The Manila Times

Being kind to criminals and blind to the real victims

-

of a better way to be worthy of your friendship the right way.

*** I was fortunate to travel with the former President and now Congresswo­man Gloria Macapagal- Arroyo in seeking medical help to alleviate her pain in her neck which has been going on for years. I have been with this magnificen­t lady for years serving under her watch for nine years and I cannot help but still admire her dignity and composure in dealing with her prolonged illness after unjust detention. Though unjustly pilloried and held hostage to a family’s vindictive­ness, partially serving a sentence without conviction, suffering detention in a 100- square meter room for almost five years, with very restrictiv­e visiting hours, was wrongfully denied access to the outside world without a cellphone, computer and media interviews, the agony of being denied access for better treatment, obliged to foot the bills of her security entourage whenever granted occasional furloughs for being with her family during holidays and interments of immediate relatives, bearing the shame of stories published about her, with each tagged in the end with “she is now presently detained at VMMC being accused of plunder in the PCSO case.” She has been ridiculed by the yellow army as if to push her to take her own life and end it all, and with her family and friends receiving all kinds of imagined suits, including her chief justice being unseated. Yet she chose to face the courts to defend herself, and now freed, decided to adhere to proper procedures and due process for her persecutor­s who are now currently being investigat­ed. Elegance of character is a strength that is rare to find these days.

*** The UN rapporteur for human rights and other similar internatio­nal representa­tives should not take a jaundiced look at our war on drugs. One foreign correspond­ent parachuted into the country a month ago and selectivel­y featured the family of the “victims” of the government’s anti- drug campaign, although there were admissions that those victims were drug users. He did not even bother to get the side of the family of the grandfathe­r who was hammered to death by his grandson, a girl gang- raped and murdered in a subdivisio­n, and the tales of the families of the policemen shot dead during encounters. Clearly, there was an objective in his mission. He was blind to the bigger numbers affected by the drug menace. He could have interviewe­d both sides, including that of the law enforcemen­t, but this was not done and he insinuated in the end that “foul play” is always the cause of the deaths, “dramatized” those reports with tears of grief and anguish. Such rush and incom- plete data definitely neglected the human rights of the real victims of this menace in our society. Surely this is not fairness in the world of journalism.

*** The administra­tion of PRRD is correct in advancing an independen­t foreign policy. We can be a superpower’s ally, but we must not be treated as its lapdog or puppet. We have been projected for years as democracy’s poster boy in this part of the world, but we sure failed to be seen as such in their radar screen, lagging behind in receiving the grace that is accorded our previous common enemy, Japan. Right after WWII, the Americans spent an enormous amount of money to rehabili- tate the conquered Empire of the Rising Sun, while they left us with chocolates and Spam to tidy up our nation’s contributi­on to their victory in the war, not to mention the fact that it took them decades to officially recognize our war veterans and made our land their dumping ground for surpluses of outdated war materiel. And we were expected to respond with grateful cheer and standing ovation.

*** “There are only two ways to live your life. One is as though nothing is a miracle. The other is as though everything is a miracle.” - Albert Einstein

*** Good work, good deeds and good faith to all.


WHAT THE TASK REQUIRES: What you return must be every line below that includes the word "India".

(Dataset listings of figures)
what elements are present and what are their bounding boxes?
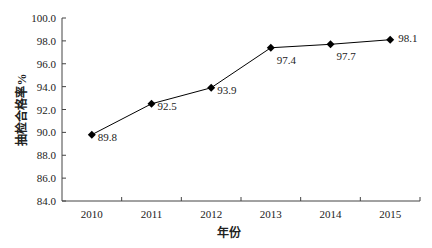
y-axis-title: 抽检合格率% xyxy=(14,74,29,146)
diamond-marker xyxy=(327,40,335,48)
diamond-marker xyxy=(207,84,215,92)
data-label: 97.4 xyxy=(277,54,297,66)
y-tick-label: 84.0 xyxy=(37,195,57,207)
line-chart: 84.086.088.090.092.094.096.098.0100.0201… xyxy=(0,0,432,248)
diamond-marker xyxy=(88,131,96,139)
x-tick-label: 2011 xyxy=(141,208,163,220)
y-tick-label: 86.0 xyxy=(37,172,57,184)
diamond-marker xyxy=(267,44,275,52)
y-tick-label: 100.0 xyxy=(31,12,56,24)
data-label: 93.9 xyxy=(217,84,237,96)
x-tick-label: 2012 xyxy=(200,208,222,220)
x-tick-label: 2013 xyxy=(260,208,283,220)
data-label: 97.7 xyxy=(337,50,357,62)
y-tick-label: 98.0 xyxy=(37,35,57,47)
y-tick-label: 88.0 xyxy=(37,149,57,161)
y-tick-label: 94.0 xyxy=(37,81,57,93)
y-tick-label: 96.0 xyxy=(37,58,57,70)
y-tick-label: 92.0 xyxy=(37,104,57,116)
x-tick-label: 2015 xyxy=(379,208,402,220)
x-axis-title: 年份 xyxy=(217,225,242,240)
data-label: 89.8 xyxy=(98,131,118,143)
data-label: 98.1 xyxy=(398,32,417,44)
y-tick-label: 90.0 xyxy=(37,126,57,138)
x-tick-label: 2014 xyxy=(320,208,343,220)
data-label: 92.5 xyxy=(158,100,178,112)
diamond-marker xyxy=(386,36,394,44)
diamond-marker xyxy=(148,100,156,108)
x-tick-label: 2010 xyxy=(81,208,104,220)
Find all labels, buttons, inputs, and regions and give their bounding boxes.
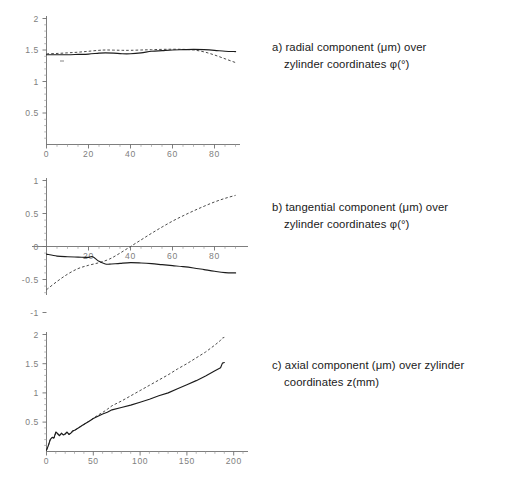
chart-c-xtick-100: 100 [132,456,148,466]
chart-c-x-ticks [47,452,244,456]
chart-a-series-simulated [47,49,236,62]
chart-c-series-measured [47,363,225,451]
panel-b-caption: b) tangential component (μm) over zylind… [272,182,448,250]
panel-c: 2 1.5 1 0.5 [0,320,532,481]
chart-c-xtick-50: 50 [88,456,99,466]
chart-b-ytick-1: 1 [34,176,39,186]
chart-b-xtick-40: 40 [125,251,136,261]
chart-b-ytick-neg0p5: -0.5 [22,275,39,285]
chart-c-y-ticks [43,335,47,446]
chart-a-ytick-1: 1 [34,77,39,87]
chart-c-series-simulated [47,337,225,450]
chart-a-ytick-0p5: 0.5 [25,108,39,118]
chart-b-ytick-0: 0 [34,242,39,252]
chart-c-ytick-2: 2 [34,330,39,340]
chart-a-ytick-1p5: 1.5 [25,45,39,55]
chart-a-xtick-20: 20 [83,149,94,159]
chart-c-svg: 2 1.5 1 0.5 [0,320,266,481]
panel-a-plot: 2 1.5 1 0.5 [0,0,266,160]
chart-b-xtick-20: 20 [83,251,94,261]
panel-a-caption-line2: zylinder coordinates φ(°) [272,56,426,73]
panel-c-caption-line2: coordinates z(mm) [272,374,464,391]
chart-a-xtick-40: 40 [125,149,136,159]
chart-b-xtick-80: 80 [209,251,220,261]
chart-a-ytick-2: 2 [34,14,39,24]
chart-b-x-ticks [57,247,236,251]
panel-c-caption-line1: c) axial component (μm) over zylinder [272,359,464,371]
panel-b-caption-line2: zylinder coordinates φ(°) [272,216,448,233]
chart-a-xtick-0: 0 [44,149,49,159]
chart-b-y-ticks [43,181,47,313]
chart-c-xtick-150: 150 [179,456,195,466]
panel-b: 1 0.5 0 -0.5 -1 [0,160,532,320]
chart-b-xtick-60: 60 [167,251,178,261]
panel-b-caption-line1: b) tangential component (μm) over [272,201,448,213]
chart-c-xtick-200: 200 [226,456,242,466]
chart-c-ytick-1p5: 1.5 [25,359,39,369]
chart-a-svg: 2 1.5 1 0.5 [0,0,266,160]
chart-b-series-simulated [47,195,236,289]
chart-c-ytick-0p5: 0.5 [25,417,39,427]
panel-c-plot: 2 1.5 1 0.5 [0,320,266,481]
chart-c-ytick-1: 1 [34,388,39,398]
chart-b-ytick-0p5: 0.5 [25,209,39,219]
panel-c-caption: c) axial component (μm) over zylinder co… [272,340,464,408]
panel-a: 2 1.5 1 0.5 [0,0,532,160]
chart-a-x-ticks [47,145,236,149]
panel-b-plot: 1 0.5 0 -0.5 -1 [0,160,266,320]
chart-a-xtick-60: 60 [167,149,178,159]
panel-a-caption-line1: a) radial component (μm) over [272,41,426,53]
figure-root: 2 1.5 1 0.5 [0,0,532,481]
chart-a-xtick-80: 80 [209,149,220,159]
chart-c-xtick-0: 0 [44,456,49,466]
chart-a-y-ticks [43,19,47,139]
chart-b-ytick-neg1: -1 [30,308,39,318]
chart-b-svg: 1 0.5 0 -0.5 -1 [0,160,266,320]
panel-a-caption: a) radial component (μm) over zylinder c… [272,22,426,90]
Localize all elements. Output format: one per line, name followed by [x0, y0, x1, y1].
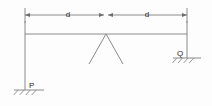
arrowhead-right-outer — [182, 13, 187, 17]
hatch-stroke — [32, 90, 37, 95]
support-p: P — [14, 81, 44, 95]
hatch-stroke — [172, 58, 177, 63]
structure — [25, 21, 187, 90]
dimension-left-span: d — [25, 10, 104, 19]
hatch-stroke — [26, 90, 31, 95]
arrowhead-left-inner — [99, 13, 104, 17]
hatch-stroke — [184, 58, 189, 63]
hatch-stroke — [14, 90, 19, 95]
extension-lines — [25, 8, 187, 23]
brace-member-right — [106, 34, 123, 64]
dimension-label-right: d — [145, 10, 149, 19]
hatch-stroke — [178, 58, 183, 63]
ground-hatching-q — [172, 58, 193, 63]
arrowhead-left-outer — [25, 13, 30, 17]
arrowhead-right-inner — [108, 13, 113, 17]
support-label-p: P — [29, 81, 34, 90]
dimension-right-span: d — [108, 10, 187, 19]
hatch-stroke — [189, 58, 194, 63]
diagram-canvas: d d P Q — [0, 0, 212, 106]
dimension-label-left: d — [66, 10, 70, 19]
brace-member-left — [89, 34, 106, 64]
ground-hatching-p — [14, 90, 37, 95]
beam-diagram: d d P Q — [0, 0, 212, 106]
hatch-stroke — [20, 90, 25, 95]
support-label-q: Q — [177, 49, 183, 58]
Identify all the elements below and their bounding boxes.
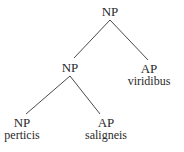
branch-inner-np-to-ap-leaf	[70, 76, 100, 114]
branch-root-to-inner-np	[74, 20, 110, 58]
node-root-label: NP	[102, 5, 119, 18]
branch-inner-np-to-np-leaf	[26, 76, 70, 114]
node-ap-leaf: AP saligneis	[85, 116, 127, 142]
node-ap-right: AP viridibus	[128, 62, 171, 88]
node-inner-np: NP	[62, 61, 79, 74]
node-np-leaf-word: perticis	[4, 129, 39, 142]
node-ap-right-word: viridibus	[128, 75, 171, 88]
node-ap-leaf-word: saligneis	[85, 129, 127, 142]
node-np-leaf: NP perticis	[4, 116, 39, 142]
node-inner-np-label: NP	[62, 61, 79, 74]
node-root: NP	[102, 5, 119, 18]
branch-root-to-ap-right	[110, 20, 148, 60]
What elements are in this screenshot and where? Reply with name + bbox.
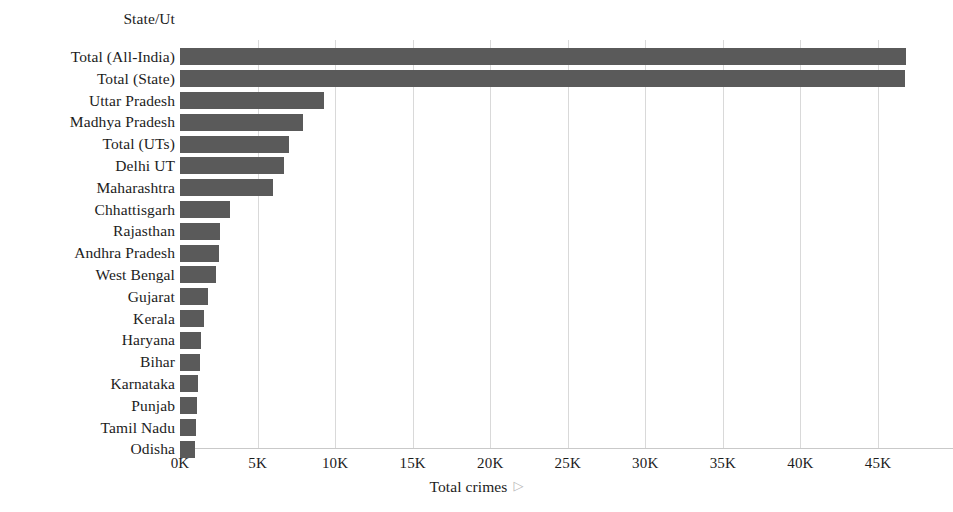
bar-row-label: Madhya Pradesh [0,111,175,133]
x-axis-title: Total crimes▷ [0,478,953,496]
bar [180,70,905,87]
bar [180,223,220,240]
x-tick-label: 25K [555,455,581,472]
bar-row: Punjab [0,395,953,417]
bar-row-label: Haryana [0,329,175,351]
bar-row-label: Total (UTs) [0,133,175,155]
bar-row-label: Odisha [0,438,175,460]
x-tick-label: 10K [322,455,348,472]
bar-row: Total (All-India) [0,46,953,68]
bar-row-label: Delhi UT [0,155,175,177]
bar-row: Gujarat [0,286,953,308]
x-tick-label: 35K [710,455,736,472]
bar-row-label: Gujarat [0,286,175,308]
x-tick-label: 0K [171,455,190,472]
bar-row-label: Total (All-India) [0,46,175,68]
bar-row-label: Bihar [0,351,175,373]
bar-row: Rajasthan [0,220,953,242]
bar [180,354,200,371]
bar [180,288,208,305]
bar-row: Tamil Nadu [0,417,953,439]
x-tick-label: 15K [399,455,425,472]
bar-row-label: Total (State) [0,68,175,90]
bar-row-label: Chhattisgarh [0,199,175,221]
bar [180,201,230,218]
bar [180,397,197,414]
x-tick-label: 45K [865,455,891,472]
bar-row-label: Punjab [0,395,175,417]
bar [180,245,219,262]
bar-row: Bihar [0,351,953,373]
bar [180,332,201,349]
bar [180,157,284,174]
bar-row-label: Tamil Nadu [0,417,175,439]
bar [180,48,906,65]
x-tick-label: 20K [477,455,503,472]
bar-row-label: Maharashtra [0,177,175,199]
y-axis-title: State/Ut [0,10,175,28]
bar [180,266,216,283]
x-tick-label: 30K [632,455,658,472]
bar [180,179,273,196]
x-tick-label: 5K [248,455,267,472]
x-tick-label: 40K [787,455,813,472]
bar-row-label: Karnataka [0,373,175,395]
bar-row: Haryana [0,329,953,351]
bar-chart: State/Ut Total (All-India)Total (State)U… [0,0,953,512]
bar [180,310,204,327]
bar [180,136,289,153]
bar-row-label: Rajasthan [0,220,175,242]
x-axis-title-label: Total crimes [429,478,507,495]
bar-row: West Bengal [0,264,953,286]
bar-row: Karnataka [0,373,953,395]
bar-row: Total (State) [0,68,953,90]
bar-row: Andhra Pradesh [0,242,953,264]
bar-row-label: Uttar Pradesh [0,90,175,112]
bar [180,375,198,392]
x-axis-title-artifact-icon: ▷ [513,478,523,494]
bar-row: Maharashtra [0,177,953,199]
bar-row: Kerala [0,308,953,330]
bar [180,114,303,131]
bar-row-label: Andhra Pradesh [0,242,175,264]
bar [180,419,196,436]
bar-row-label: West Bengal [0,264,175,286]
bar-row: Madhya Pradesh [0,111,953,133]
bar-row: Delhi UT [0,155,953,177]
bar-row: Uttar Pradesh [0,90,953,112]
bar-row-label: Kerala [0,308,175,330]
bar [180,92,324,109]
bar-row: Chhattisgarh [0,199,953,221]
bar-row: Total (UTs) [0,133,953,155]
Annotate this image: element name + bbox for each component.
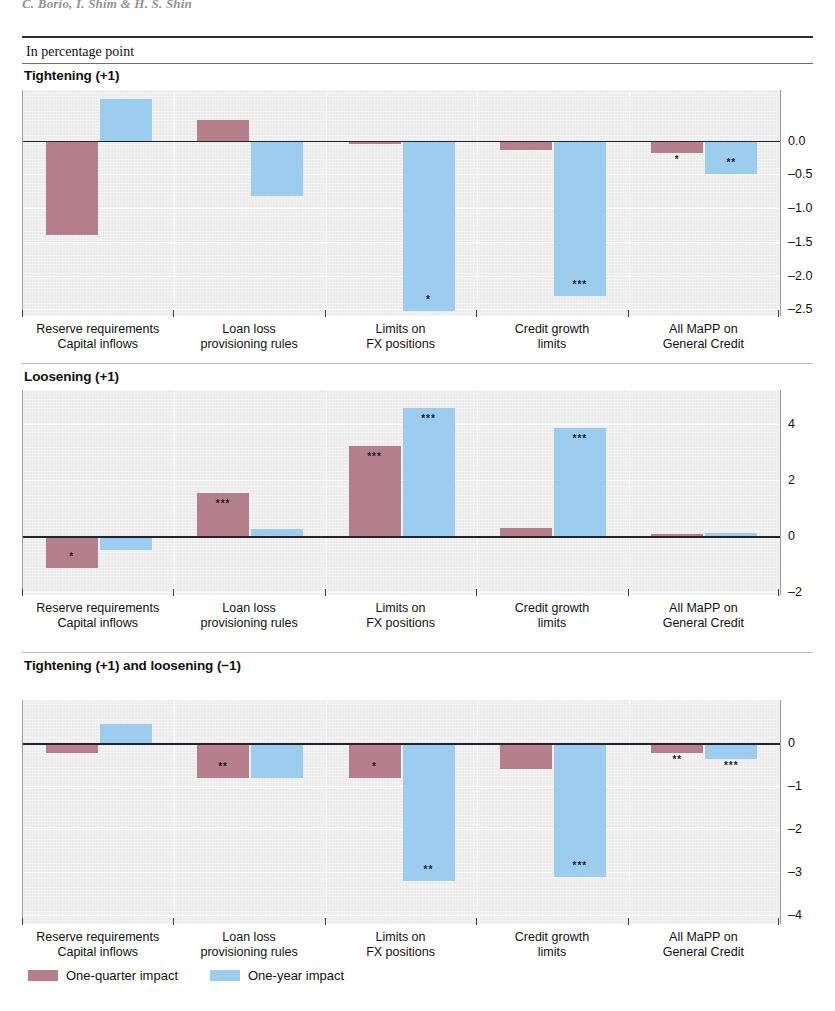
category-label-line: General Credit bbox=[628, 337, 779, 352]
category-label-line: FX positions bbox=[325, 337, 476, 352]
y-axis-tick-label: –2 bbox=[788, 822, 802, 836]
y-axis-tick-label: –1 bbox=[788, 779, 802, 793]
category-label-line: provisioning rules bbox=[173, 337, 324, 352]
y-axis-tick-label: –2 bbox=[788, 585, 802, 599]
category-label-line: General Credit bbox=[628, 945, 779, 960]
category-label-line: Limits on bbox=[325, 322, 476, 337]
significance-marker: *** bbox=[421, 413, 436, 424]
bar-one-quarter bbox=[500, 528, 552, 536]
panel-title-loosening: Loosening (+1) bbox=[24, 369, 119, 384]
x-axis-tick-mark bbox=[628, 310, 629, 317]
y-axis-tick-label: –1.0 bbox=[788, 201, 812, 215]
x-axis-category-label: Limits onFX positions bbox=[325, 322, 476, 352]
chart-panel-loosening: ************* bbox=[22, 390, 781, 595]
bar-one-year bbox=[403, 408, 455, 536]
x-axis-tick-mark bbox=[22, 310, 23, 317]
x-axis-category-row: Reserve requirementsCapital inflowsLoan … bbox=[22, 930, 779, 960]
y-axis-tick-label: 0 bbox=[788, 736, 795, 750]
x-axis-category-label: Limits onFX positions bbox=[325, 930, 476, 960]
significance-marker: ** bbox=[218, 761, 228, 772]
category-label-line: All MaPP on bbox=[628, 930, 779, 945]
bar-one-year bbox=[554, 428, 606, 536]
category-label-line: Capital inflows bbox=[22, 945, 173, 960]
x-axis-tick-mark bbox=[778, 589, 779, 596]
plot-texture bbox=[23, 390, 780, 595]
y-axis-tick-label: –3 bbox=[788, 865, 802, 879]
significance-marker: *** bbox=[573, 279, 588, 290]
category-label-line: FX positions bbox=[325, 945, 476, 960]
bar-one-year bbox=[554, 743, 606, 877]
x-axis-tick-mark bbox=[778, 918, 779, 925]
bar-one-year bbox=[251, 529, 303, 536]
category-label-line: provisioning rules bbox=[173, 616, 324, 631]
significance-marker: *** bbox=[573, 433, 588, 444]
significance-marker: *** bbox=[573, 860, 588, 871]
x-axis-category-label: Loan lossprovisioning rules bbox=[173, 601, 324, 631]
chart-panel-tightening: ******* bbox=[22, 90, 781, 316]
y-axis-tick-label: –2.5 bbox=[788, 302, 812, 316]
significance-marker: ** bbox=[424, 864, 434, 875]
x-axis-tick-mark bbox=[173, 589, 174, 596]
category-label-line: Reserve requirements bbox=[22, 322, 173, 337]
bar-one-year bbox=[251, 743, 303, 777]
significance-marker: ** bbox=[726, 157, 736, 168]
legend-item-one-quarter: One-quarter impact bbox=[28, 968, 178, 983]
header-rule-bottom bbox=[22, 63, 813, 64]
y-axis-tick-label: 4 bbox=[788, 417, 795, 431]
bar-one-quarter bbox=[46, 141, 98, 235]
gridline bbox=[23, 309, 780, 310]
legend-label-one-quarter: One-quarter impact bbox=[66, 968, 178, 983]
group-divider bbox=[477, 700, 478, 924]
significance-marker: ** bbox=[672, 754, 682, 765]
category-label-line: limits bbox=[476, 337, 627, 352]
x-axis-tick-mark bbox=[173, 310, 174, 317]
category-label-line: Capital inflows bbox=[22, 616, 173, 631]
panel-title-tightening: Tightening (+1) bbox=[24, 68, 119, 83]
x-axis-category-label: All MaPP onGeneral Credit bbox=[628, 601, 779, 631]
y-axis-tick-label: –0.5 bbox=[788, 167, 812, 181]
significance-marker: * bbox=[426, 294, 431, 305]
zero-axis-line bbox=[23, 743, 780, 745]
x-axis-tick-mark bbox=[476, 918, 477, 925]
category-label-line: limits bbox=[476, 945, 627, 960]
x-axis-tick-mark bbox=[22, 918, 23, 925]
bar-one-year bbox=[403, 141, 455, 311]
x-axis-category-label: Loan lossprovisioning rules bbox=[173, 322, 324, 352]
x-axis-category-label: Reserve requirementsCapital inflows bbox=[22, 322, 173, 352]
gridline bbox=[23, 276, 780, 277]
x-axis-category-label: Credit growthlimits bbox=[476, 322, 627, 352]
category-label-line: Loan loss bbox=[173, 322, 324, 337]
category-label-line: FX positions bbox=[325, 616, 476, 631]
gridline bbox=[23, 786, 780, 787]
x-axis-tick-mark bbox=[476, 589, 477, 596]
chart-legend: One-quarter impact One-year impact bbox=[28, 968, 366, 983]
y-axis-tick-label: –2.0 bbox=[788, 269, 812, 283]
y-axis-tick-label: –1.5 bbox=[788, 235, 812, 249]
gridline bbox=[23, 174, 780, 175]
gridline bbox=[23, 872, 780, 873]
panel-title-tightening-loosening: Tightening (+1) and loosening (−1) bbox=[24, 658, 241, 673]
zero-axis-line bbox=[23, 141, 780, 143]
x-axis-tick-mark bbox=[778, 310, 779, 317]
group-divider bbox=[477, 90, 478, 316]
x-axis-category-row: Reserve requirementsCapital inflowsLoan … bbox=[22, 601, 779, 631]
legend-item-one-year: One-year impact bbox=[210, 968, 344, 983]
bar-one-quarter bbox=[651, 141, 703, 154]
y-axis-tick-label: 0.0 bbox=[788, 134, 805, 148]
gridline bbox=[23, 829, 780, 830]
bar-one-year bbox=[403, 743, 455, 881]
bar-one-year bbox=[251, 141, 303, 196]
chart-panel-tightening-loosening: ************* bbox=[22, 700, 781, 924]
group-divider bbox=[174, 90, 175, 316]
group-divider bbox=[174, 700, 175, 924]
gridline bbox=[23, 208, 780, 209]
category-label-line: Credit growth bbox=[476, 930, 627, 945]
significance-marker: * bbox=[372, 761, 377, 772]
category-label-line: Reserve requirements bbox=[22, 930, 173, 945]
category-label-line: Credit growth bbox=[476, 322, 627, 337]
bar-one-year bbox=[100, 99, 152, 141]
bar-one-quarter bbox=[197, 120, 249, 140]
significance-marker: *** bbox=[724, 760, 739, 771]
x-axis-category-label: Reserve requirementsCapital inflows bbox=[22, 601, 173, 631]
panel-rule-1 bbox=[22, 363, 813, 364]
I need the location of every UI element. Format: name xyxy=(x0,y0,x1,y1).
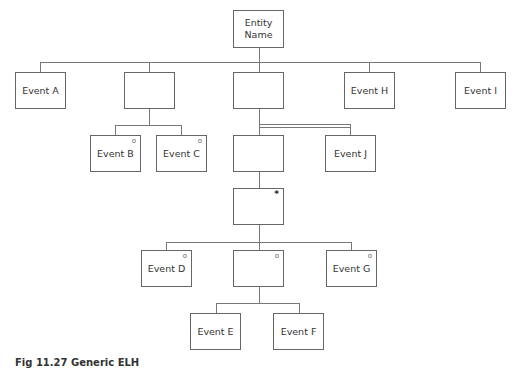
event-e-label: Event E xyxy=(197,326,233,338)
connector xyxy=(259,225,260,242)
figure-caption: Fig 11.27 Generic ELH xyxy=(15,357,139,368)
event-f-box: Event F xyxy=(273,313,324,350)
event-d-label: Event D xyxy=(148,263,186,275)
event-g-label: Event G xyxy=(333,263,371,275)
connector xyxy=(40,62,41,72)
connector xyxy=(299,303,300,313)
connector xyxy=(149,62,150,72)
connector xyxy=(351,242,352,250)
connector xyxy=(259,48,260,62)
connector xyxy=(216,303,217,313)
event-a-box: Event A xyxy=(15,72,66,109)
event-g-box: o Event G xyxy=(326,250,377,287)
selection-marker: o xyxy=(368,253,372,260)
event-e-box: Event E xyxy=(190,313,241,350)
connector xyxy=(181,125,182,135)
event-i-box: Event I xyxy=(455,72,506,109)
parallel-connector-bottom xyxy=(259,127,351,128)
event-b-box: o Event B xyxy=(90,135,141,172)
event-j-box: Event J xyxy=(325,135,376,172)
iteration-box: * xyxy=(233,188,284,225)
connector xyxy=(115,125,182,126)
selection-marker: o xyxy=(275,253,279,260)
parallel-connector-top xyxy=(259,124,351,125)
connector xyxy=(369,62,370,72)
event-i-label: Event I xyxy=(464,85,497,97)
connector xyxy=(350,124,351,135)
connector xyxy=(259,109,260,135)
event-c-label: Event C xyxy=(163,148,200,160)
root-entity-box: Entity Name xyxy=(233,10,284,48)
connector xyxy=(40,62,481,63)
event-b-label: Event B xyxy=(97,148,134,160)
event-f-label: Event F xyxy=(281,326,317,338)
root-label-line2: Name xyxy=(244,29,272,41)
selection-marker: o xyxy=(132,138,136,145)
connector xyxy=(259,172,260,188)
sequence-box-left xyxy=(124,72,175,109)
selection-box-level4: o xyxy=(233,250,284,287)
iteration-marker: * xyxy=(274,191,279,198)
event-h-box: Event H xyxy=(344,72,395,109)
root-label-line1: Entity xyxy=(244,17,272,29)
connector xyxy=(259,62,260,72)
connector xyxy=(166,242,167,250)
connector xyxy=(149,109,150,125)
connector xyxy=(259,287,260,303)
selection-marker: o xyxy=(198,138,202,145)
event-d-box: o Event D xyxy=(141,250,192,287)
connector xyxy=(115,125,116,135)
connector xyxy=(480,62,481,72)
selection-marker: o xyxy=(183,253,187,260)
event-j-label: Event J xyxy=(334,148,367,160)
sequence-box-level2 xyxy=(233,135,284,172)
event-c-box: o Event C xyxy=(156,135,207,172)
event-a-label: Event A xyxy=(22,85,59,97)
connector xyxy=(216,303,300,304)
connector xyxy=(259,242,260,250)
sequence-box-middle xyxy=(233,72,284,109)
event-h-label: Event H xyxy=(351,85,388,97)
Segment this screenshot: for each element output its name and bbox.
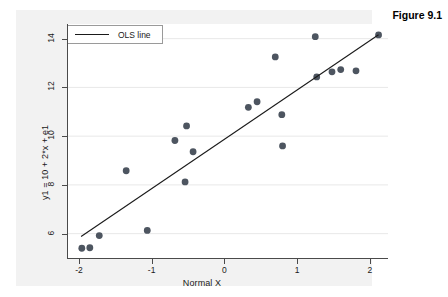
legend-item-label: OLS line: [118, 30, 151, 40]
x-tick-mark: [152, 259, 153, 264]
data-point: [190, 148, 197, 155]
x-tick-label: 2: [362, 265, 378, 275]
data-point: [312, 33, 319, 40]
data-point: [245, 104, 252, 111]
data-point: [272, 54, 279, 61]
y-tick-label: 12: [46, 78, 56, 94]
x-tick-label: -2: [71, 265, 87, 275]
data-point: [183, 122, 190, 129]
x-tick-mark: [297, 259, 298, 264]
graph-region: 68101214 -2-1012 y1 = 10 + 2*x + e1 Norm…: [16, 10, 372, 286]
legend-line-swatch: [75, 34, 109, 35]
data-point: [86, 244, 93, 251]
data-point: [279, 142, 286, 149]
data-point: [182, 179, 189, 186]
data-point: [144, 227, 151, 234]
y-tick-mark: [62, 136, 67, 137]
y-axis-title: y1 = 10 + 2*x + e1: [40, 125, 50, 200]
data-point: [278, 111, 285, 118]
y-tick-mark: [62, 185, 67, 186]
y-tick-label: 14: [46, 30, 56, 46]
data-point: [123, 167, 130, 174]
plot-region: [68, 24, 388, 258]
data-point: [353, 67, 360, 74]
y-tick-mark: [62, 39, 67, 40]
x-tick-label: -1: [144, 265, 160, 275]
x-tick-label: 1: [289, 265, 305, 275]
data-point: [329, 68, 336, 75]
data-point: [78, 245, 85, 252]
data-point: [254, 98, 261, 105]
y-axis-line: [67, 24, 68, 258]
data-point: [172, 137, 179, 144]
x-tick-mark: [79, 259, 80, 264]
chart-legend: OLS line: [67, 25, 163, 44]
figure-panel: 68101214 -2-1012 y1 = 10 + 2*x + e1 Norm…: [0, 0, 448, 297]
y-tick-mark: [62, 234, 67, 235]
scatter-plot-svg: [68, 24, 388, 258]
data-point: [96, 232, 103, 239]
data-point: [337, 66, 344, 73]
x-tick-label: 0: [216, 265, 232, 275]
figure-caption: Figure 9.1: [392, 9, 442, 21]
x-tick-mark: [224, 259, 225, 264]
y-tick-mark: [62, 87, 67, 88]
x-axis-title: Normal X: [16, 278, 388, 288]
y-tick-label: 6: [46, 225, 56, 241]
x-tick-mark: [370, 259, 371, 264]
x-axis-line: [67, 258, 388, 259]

ANSWER SECTION:
bar-row: Total (All-India) [0,46,953,68]
bar-row-label: Total (All-India) [0,46,175,68]
bar-chart: State/Ut Total (All-India)Total (State)U… [0,0,953,512]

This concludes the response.